[Spambayes] Several new tokenizing gimmicks checked in
Eric Johnson
ejohnson at imagewireless.ca
Sun Aug 6 21:15:18 CEST 2006
Please forgive now the obvious dumb question...
How do we get these new things to try them out?
Thanks,
Eric
-----Original Message-----
From: spambayes-bounces+ejohnson=imagewireless.ca at python.org
[mailto:spambayes-bounces+ejohnson=imagewireless.ca at python.org]On Behalf Of
skip at pobox.com
Sent: August 6, 2006 11:26 AM
To: spambayes at python.org; spambayes-dev at python.org
Subject: [Spambayes] Several new tokenizing gimmicks checked in
With the current crop of pump & dump spams I decided to break down and
actually see if ocrad (http://www.gnu.org/software/ocrad/ocrad.html) would
help. It does a miserable job from a readability standpoint at extracting
text from an image, but SpamBayes seems to love what it does generate. This
morning I thought, "what the hell", and checked in all the current new
tricks I've been working on/with:
* IP address lookup and more extensive tokenization. This is from Matt
Cowles. I added persistence beyond the current run. Unfortunately,
the dbm persistence is untested (though should probably work okay)
while the zodb persistence still has problems (writes the file the
first time, but doesn't update it on successive runs). Maybe someone
can look at those issues. This seems to work very well for those
spams where the only useful clue is a URL, but with a domain name that
changes each time. They seem to pretty much all point to the same IP
address as far as I can tell. Enabled using the x-lookup_ip and
lookup_ip_cache options. Requires installation of PyDNS.
* Note image size. This was my first stab at trying to get some
information out of an image. Seems to work pretty well.

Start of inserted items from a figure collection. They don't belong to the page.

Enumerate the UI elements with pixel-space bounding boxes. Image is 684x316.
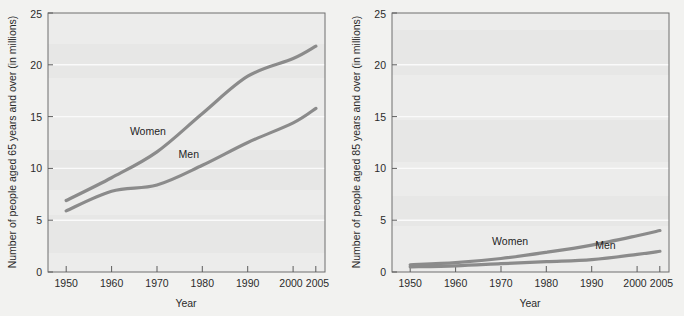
scan-noise-band-right-3 [392, 196, 669, 226]
y-axis-title-right: Number of people aged 85 years and over … [350, 16, 362, 269]
chart-svg-left: 0 5 10 15 20 25 1950 1960 1970 1980 1990… [0, 0, 342, 316]
y-tick-label-right-10: 10 [374, 162, 386, 174]
y-tick-label-left-25: 25 [30, 8, 42, 20]
series-label-women-right: Women [492, 235, 528, 247]
y-tick-label-right-25: 25 [374, 8, 386, 20]
y-tick-label-right-0: 0 [380, 266, 386, 278]
series-label-women-left: Women [130, 125, 166, 137]
x-tick-label-right-2000: 2000 [623, 277, 647, 289]
x-tick-label-left-2000: 2000 [279, 277, 303, 289]
chart-panel-65-and-over: 0 5 10 15 20 25 1950 1960 1970 1980 1990… [0, 0, 342, 316]
y-tick-label-left-20: 20 [30, 59, 42, 71]
y-axis-title-left: Number of people aged 65 years and over … [6, 16, 18, 269]
x-tick-label-left-1980: 1980 [191, 277, 215, 289]
chart-svg-right: 0 5 10 15 20 25 1950 1960 1970 1980 1990… [342, 0, 684, 316]
y-tick-label-right-15: 15 [374, 111, 386, 123]
chart-panel-85-and-over: 0 5 10 15 20 25 1950 1960 1970 1980 1990… [342, 0, 684, 316]
x-tick-label-right-1950: 1950 [399, 277, 423, 289]
y-tick-label-left-10: 10 [30, 162, 42, 174]
x-tick-label-right-1980: 1980 [535, 277, 559, 289]
x-tick-label-right-1990: 1990 [580, 277, 604, 289]
x-tick-label-left-1950: 1950 [55, 277, 79, 289]
x-tick-label-right-2005: 2005 [650, 277, 674, 289]
series-label-men-right: Men [595, 239, 616, 251]
x-axis-title-left: Year [175, 297, 197, 309]
x-tick-label-right-1970: 1970 [489, 277, 513, 289]
scan-noise-band-right-2 [392, 120, 669, 162]
x-tick-label-left-1990: 1990 [236, 277, 260, 289]
x-tick-label-left-1960: 1960 [100, 277, 124, 289]
x-tick-label-left-1970: 1970 [145, 277, 169, 289]
y-tick-label-left-0: 0 [36, 266, 42, 278]
y-tick-label-right-20: 20 [374, 59, 386, 71]
x-axis-title-right: Year [519, 297, 541, 309]
x-tick-label-left-2005: 2005 [306, 277, 330, 289]
y-tick-label-left-15: 15 [30, 111, 42, 123]
scan-noise-band-right-1 [392, 30, 669, 75]
y-tick-label-left-5: 5 [36, 214, 42, 226]
series-label-men-left: Men [179, 148, 200, 160]
y-tick-label-right-5: 5 [380, 214, 386, 226]
dual-line-chart-figure: 0 5 10 15 20 25 1950 1960 1970 1980 1990… [0, 0, 684, 316]
x-tick-label-right-1960: 1960 [444, 277, 468, 289]
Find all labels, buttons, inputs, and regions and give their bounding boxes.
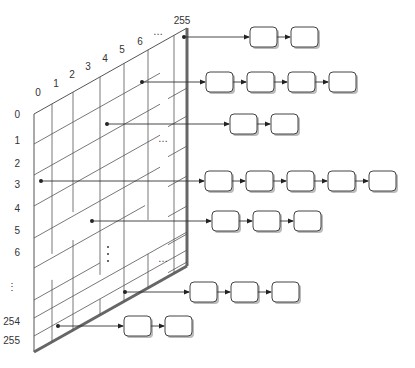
row-label: 255 [3,335,20,346]
grid-row-line [34,206,145,268]
column-label: 6 [137,36,143,47]
list-node [287,171,314,191]
grid-bottom-edge [34,266,187,352]
list-node [205,171,232,191]
chain-2 [105,114,300,136]
row-label: ⋮ [7,281,17,292]
row-label: 0 [14,109,20,120]
chain-3 [39,171,398,193]
chains [39,27,398,338]
row-label: 254 [3,316,20,327]
ellipsis-dot [107,246,109,248]
grid-row-tick [168,146,187,157]
list-node [271,114,298,134]
list-node [250,27,277,47]
list-node [124,316,151,336]
list-node [206,72,233,92]
list-node [190,282,217,302]
grid-row-line [34,167,160,238]
row-label: 4 [14,203,20,214]
column-label: 255 [174,15,191,26]
grid-row-tick [168,234,187,245]
list-node [247,72,274,92]
chain-0 [182,27,320,49]
row-label: 3 [14,179,20,190]
grid-row-line [34,135,160,206]
ellipsis-horizontal: … [158,133,168,144]
column-label: … [153,26,163,37]
list-node [294,211,321,231]
row-label: 2 [14,158,20,169]
list-node [369,171,396,191]
column-label: 5 [119,44,125,55]
hash-table-diagram: 0123456⋮2542550123456…255…… [0,0,415,368]
column-label: 0 [35,87,41,98]
column-label: 2 [69,69,75,80]
list-node [291,27,318,47]
list-node [212,211,239,231]
list-node [328,171,355,191]
column-label: 1 [53,78,59,89]
grid-row-tick [168,206,187,217]
grid-row-line [34,104,160,175]
grid [34,28,187,352]
chain-4 [90,211,323,233]
list-node [246,171,273,191]
grid-row-line [34,232,187,318]
chain-1 [140,72,358,94]
list-node [230,114,257,134]
axis-labels: 0123456⋮2542550123456…255…… [3,15,190,346]
list-node [165,316,192,336]
row-label: 5 [14,225,20,236]
list-node [329,72,356,92]
column-label: 3 [85,61,91,72]
row-label: 1 [14,135,20,146]
list-node [272,282,299,302]
list-node [231,282,258,302]
ellipsis-dot [107,260,109,262]
ellipsis-horizontal: … [158,253,168,264]
list-node [253,211,280,231]
column-label: 4 [102,53,108,64]
row-label: 6 [14,247,20,258]
grid-row-tick [168,88,187,99]
list-node [288,72,315,92]
ellipsis-dot [107,253,109,255]
grid-row-line [34,263,100,300]
grid-row-tick [168,116,187,127]
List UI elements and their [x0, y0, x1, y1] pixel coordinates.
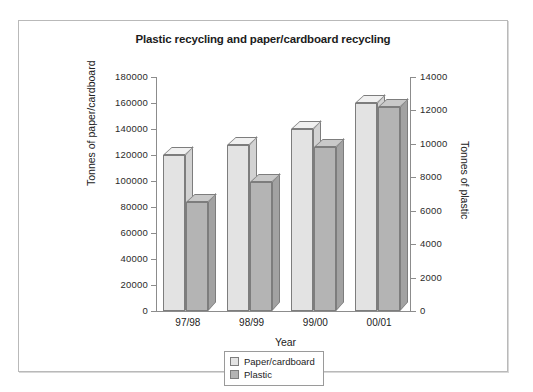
right-axis-tick-mark [411, 211, 416, 212]
bar-front-face [186, 202, 208, 311]
right-axis-tick-mark [411, 144, 416, 145]
bar-front-face [163, 155, 185, 311]
chart-legend: Paper/cardboard Plastic [224, 351, 324, 386]
bar-front-face [314, 147, 336, 311]
bar-side-face [400, 98, 408, 311]
left-axis-tick-mark [151, 207, 156, 208]
left-axis-tick-label: 100000 [115, 175, 148, 186]
bar-front-face [355, 103, 377, 311]
left-axis-tick-mark [151, 233, 156, 234]
x-axis-category-label: 97/98 [158, 317, 218, 328]
bar-front-face [378, 107, 400, 311]
legend-item-paper: Paper/cardboard [230, 355, 315, 368]
right-axis-tick-label: 0 [420, 305, 425, 316]
right-axis-tick-mark [411, 278, 416, 279]
right-axis-tick-mark [411, 77, 416, 78]
left-axis-tick-mark [151, 181, 156, 182]
left-axis-tick-label: 140000 [115, 123, 148, 134]
legend-swatch-plastic-icon [230, 370, 239, 379]
right-axis-tick-label: 6000 [420, 205, 442, 216]
left-axis-tick-label: 160000 [115, 97, 148, 108]
right-axis-tick-label: 12000 [420, 104, 447, 115]
left-axis-tick-mark [151, 285, 156, 286]
bar-side-face [272, 173, 280, 311]
left-axis-tick-label: 60000 [121, 227, 148, 238]
legend-swatch-paper-icon [230, 357, 239, 366]
left-axis-tick-label: 40000 [121, 253, 148, 264]
right-axis-line [410, 77, 411, 311]
x-axis-category-label: 00/01 [349, 317, 409, 328]
x-axis-category-label: 98/99 [222, 317, 282, 328]
chart-title: Plastic recycling and paper/cardboard re… [19, 33, 507, 45]
right-axis-title: Tonnes of plastic [459, 141, 471, 219]
legend-label-paper: Paper/cardboard [244, 356, 315, 367]
left-axis-title: Tonnes of paper/cardboard [85, 60, 97, 186]
bar-side-face [208, 193, 216, 311]
bar-front-face [291, 129, 313, 311]
left-axis-tick-label: 120000 [115, 149, 148, 160]
bar-paper-cardboard-97-98 [163, 155, 185, 311]
x-axis-category-label: 99/00 [285, 317, 345, 328]
bar-paper-cardboard-99-00 [291, 129, 313, 311]
right-axis-tick-label: 8000 [420, 171, 442, 182]
left-axis-tick-mark [151, 129, 156, 130]
x-axis-line [156, 311, 411, 312]
left-axis-tick-label: 80000 [121, 201, 148, 212]
bar-plastic-00-01 [378, 107, 400, 311]
bar-plastic-99-00 [314, 147, 336, 311]
bar-paper-cardboard-98-99 [227, 145, 249, 311]
bar-plastic-98-99 [250, 182, 272, 311]
left-axis-tick-mark [151, 311, 156, 312]
bar-plastic-97-98 [186, 202, 208, 311]
left-axis-line [156, 77, 157, 311]
bar-side-face [336, 138, 344, 311]
right-axis-tick-mark [411, 177, 416, 178]
bar-front-face [250, 182, 272, 311]
right-axis-tick-mark [411, 110, 416, 111]
right-axis-tick-mark [411, 311, 416, 312]
plot-area: 0200004000060000800001000001200001400001… [156, 77, 411, 311]
right-axis-tick-label: 4000 [420, 238, 442, 249]
left-axis-tick-mark [151, 103, 156, 104]
left-axis-tick-mark [151, 155, 156, 156]
legend-item-plastic: Plastic [230, 368, 315, 381]
scanned-page-frame: Plastic recycling and paper/cardboard re… [18, 20, 508, 372]
bar-front-face [227, 145, 249, 311]
left-axis-tick-mark [151, 259, 156, 260]
right-axis-tick-mark [411, 244, 416, 245]
right-axis-tick-label: 14000 [420, 71, 447, 82]
left-axis-tick-label: 180000 [115, 71, 148, 82]
left-axis-tick-label: 20000 [121, 279, 148, 290]
left-axis-tick-mark [151, 77, 156, 78]
bar-paper-cardboard-00-01 [355, 103, 377, 311]
right-axis-tick-label: 10000 [420, 138, 447, 149]
x-axis-title: Year [19, 336, 533, 348]
left-axis-tick-label: 0 [143, 305, 148, 316]
legend-label-plastic: Plastic [244, 369, 272, 380]
right-axis-tick-label: 2000 [420, 272, 442, 283]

Enabled
using the x-image_size option.
* Note short runs of too-short words. Text spammers (as opposed to
image spammers) seem to like to use this technique:
X j A m N j A d X h
M k E z R d I p D u I m A c
C o I d A t L j I v S j
to hide their tokens from spam filters. Enabled using the
x-short_runs option. Based on my current database I'm skeptical this
will add much over what else we already have.
* Try OCR on images. The latest technique we've all encountered seems
to be the pump and dump stock scams where the entire come-on is
embedded in one or more GIF images. I wrote a small ImageStripper
module which handles these. It grabs the image parts, converts them
to netpbm format, concatenates them left-to-right, then submits the
result to ocrad. This is just a proof-of-concept. It requires ocrad
and netpbm to be available. As such I suspect it will only run
currently on Unix-like systems. Enabled using the x-crack_images and
max_image_size options.
I added these extensions using multiple checkins, so if we decide to back
one or more of them out it shouldn't be a major PITA.